Traumatic brain injury (TBI) results in significant disability due to cognitive deficits particularly in attention, learning and memory, and higher-order executive functions. The role of TBI in chronic neurodegeneration and the development of neurodegenerative diseases including Alzheimer's disease (AD), Parkinson's disease (PD), Amyotrophic Lateral Sclerosis (ALS) and most recently chronic traumatic encephalopathy (CTE) is of particular importance. However, despite significant effort very few therapeutic options exist to prevent or reverse cognitive impairment following TBI. In this review, we present experimental evidence of the known secondary injury mechanisms which contribute to neuronal cell loss, axonal injury, and synaptic dysfunction and hence cognitive impairment both acutely and chronically following TBI. In particular we focus on the mechanisms linking TBI to the development of two forms of dementia: AD and CTE. We provide evidence of potential molecular mechanisms involved in modulating Aβ and Tau following TBI and provide evidence of the role of these mechanisms in AD pathology.
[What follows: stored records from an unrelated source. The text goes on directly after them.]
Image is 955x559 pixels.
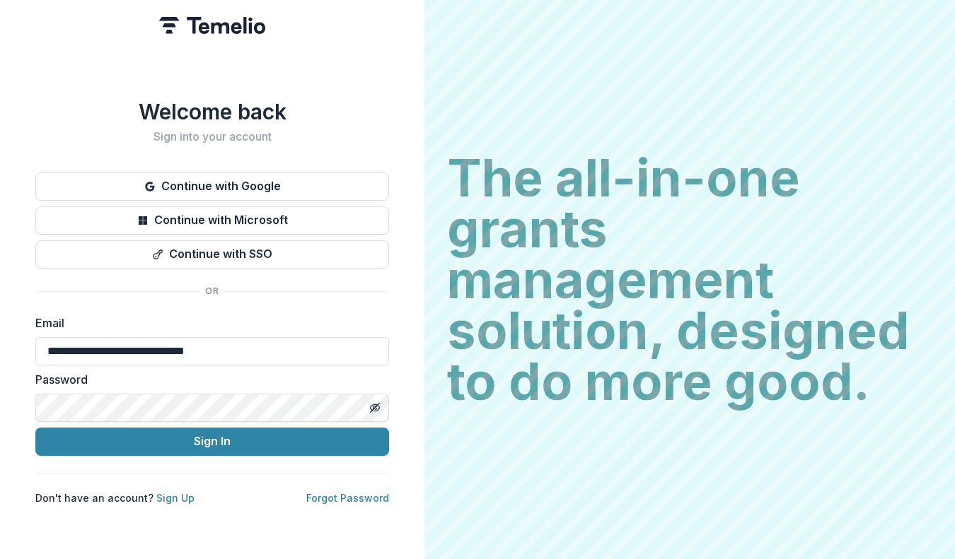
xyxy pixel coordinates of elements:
h2: Sign into your account [35,130,389,144]
h1: Welcome back [35,99,389,124]
button: Toggle password visibility [364,397,386,419]
label: Email [35,315,380,332]
img: Temelio [159,17,265,34]
label: Password [35,371,380,388]
button: Continue with Microsoft [35,207,389,235]
button: Continue with SSO [35,240,389,269]
a: Forgot Password [306,492,389,504]
button: Sign In [35,428,389,456]
a: Sign Up [156,492,194,504]
button: Continue with Google [35,173,389,201]
p: Don't have an account? [35,491,194,506]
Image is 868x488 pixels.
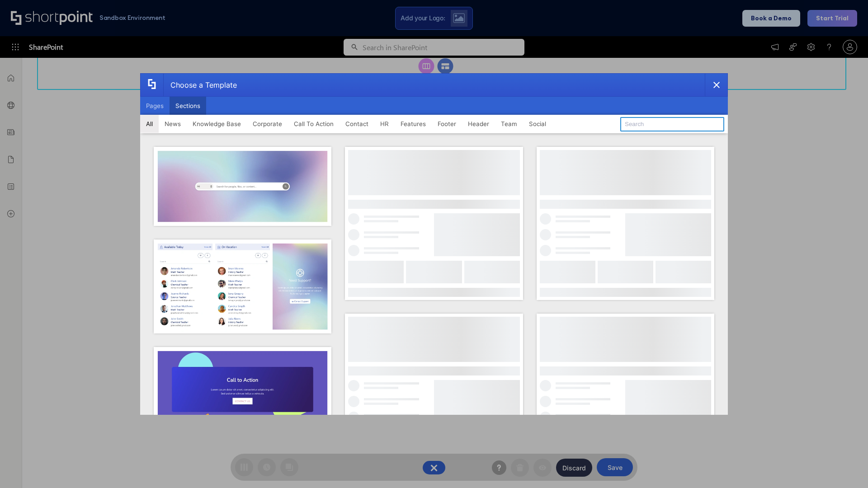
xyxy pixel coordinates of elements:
button: Pages [140,97,170,115]
button: Corporate [247,115,288,133]
input: Search [620,117,724,132]
button: News [158,115,187,133]
button: Contact [339,115,374,133]
button: HR [374,115,395,133]
button: All [140,115,158,133]
button: Features [395,115,432,133]
button: Knowledge Base [187,115,247,133]
button: Team [495,115,523,133]
iframe: Chat Widget [822,445,868,488]
button: Footer [432,115,462,133]
div: Choose a Template [163,74,237,96]
button: Social [523,115,552,133]
button: Header [462,115,495,133]
button: Sections [170,97,206,115]
button: Call To Action [288,115,339,133]
div: template selector [140,73,728,415]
Additionally we propose a mechanism by which Aβ generated as a direct result of TBI is capable of exacerbating secondary injury mechanisms thereby establishing a neurotoxic cascade that leads to chronic neurodegeneration

https://www.ncbi.nlm.nih.gov/pmc/articles/PMC3705200/

No TBI =/= CTE but it is one disorder of many that has been shown to develop due to the affect of various types of TBI. The above link goes into this and how they (including CTE) affect cognition. There's many more but thats a start for you

yea bro, i read that study, its complete garbage, all the studies they cite are poorly done, inconclusive, or simply conjecture. They give a bunch of science of how things work which sounds good to people who don't know how to interpret studies and go "hmmm, axonal damage and transduction pathway names and big words, sounds legit"...but its all a bunch of filler. Yes, that's how any damage, long term, short term, from brief inflammation, whatever works...and? The studies they cite as "proof" are as I said simply conjecture...or purposely misinterpreted. The studies they cite showing that football players have "3x the instance of mortality from neurological pathology" ...well football players have half of the overall mortality of the general population...they live a lot longer than the normal population so no shyt the risk of dying from neurological diseases is gonna increase when you live longer.

I hope that if you feel the need to have an opinion about this you reconsider your position or how strongly you're convinced of your position, because, to put it bluntly, you're wrong and obviously don't have the deductive reasoning skills or know how to interpret the studies you get your information from to distinguish good information and conclusions from bad.